Dress to Impress

I have seen the future of our workforce, you guys, and I’m here to tell you that it doesn’t look good.  I don’t mean skill wise.  Despite all of the stereotypes of millennials being entitled, short-sighted, and way too distracted by shiny objects like cell phones and Apple watches, they do bring a lot of edge to the workforce.  (And yes, THEY.  I am technically in Generation Y, so lay off!)   When I say that the future doesn’t look good, I mean that they make terrible decisions when it comes to dressing themselves.  At least they do when it comes to interviewing.  And really, is there a more important time in your professional life to dress well?

When I was in college and I got the call that a company wanted to interview me, I reacted like the class leper who was just asked to go to prom with the most popular guy in school.  After getting over the initial glow that they liked me, they REALLY liked me, I made sure that my outfit was going to be on point.  Off to Target I went to find an outfit that was professional but not flashy.  I didn’t want them to be more distracted by what I was wearing but it had to be memorable and professional.  I also didn’t want them to think that I was taking the job so seriously by wearing a full-blown suit but needed to make sure that I fit in with the company’s “business casual” attire.  It was a tight-rope walk, for sure.  In the end, I settled on a black pencil skirt, a plum button-up blouse, and a black suit jacket, but like a cool jacket.  I also got a haircut the next day and spent a few extra dollars at the drug store to dye my hair.  It was an investment in my future and it paid off.  I got the first and only job I interviewed for.  I’m PRETTY sure the plum shirt sealed the deal.

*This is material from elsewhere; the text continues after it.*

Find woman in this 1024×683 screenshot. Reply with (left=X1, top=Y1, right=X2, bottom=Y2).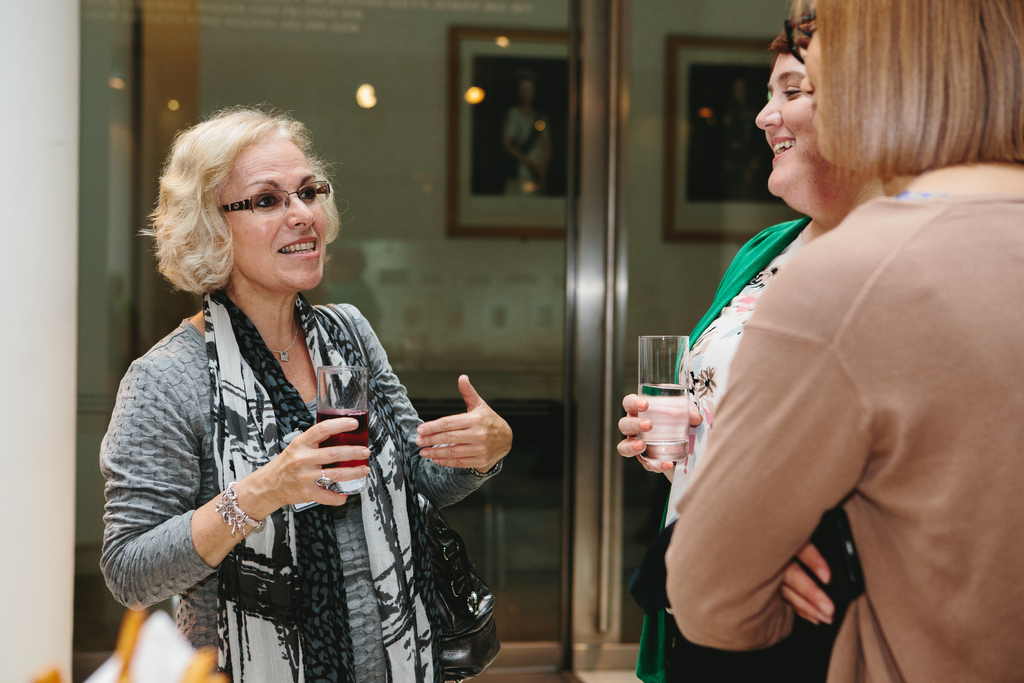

Fast forward 10 years later and man, is it a different playing field.  First of all, companies are actually spending a lot of money on recruiting college kids. COLLEGE KIDS.  Kids that are waking up on futons, eating ramen noodles, and complaining about their early morning 10am class are being recruited heavily to join companies before they even graduate. So, knowing they are being recruited for a job before they get their degree, do they run to the nearest mall or dust off their finest attire for the occasion?  No.  As it turns out, they still just wear whatever the hell they want to wear.

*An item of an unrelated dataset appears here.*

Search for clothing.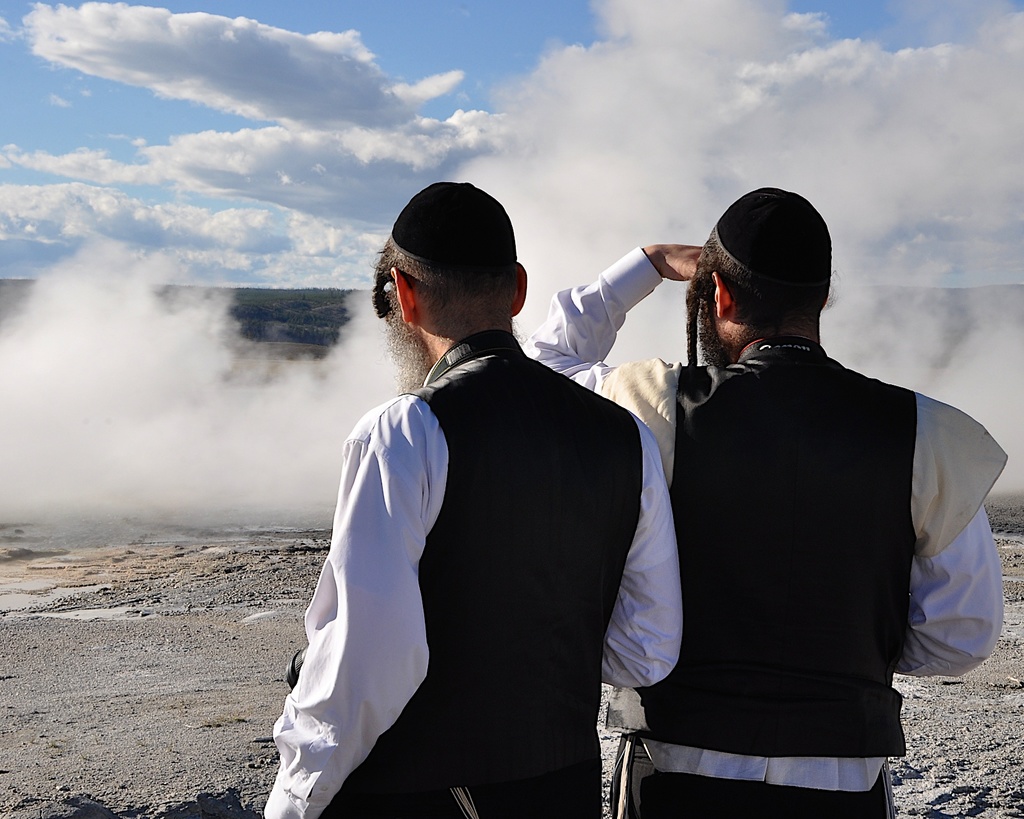
Found at region(522, 246, 1009, 818).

My company recently did a very large push at recruiting students out of school.  They went to several campuses, scouted resumes before arriving, held interviews on the spot with good applicants, scheduled them to come on-site and sometimes even flew them down to be able to interview.  To me, this felt like an overreach.  Don’t get me wrong, these were some of the best and the brightest students at fantastic universities and I completely back the effort, but it felt like how Richard Gear went after Julia Roberts with the hotel, the champagne, the chocolates… Her standards are pretty low, dude.  She’s just happy you called her by her first name and not something creepy.  I mean, what are her other prospects?  Now, that analogy doesn’t apply to our current batch of millennial candidates because as it turns out, their prospects are pretty good and they know it.  This is likely where the “entitled” attitude comes from and probably why they don’t put any thought into what they wear for the interview.

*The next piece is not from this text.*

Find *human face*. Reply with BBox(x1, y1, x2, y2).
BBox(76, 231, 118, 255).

Apparently, “business casual” means your cleanest pair of dirty jeans and your favorite bands t-shirt.  And you might be thinking that this only pertains to men, but actually I have seen that women are some of the worst offenders.  The better ones actually throw their unwashed hair in a ponytail while one didn’t even bother to dry her hair.  To me, nothing says “I completely did not prioritize this interview that you have strategically planned for me” than waiting until the last possible minute to shower and then leaving no time for any other form of personal grooming.  If you don’t have that kind of time, just shower the night before!  Or, oh I don’t know, MAKE THAT KIND OF TIME!  It’s a freaking job interview!

When I was in grad school, I taught communication and more importantly, I tried to teach my students that they are always communicating.  The words they used represented their viewpoint of the world and the clothes they wore represented how they saw themselves and how they wanted other people to see them as well.  When you go to an interview, all of your communication should be saying “I want to work here and here is why I am qualified!”  If you go to an interview wearing jeans and a dirty t-shirt with a backpack on one shoulder, you are saying “You tell ME why I should work here.”  Or if you are wearing an outfit that leaves little to the imagination, you are saying “who cares about my qualifications!  Check out my rack!”

**Before anyone gets all up in arms about the last comment, know that I don’t say that lightly.  I have worked with some Bad A women who can wear whatever the hell they want because they have earned that right.  They also understand timing and tact, which is probably why they are Bad A women**

Maybe all of this will be a good thing.  Apparently by 2020, millennials will be 46% of the work force.  That’s 5 years away, people.  So while that might mean that you will be lucky to have a conversation with your coworker for over 30 seconds before they start checking their phone or compulsively start taking selfies, it might also mean that in 5 years, we can stop drying our hair and wear whatever the hell we want to work.  And really, if thats not what I’m working towards, then what is this all for anyway?

Published by dailydebs

Human. Woman. Former Wife. Mother. Friend. Not necessarily in that order.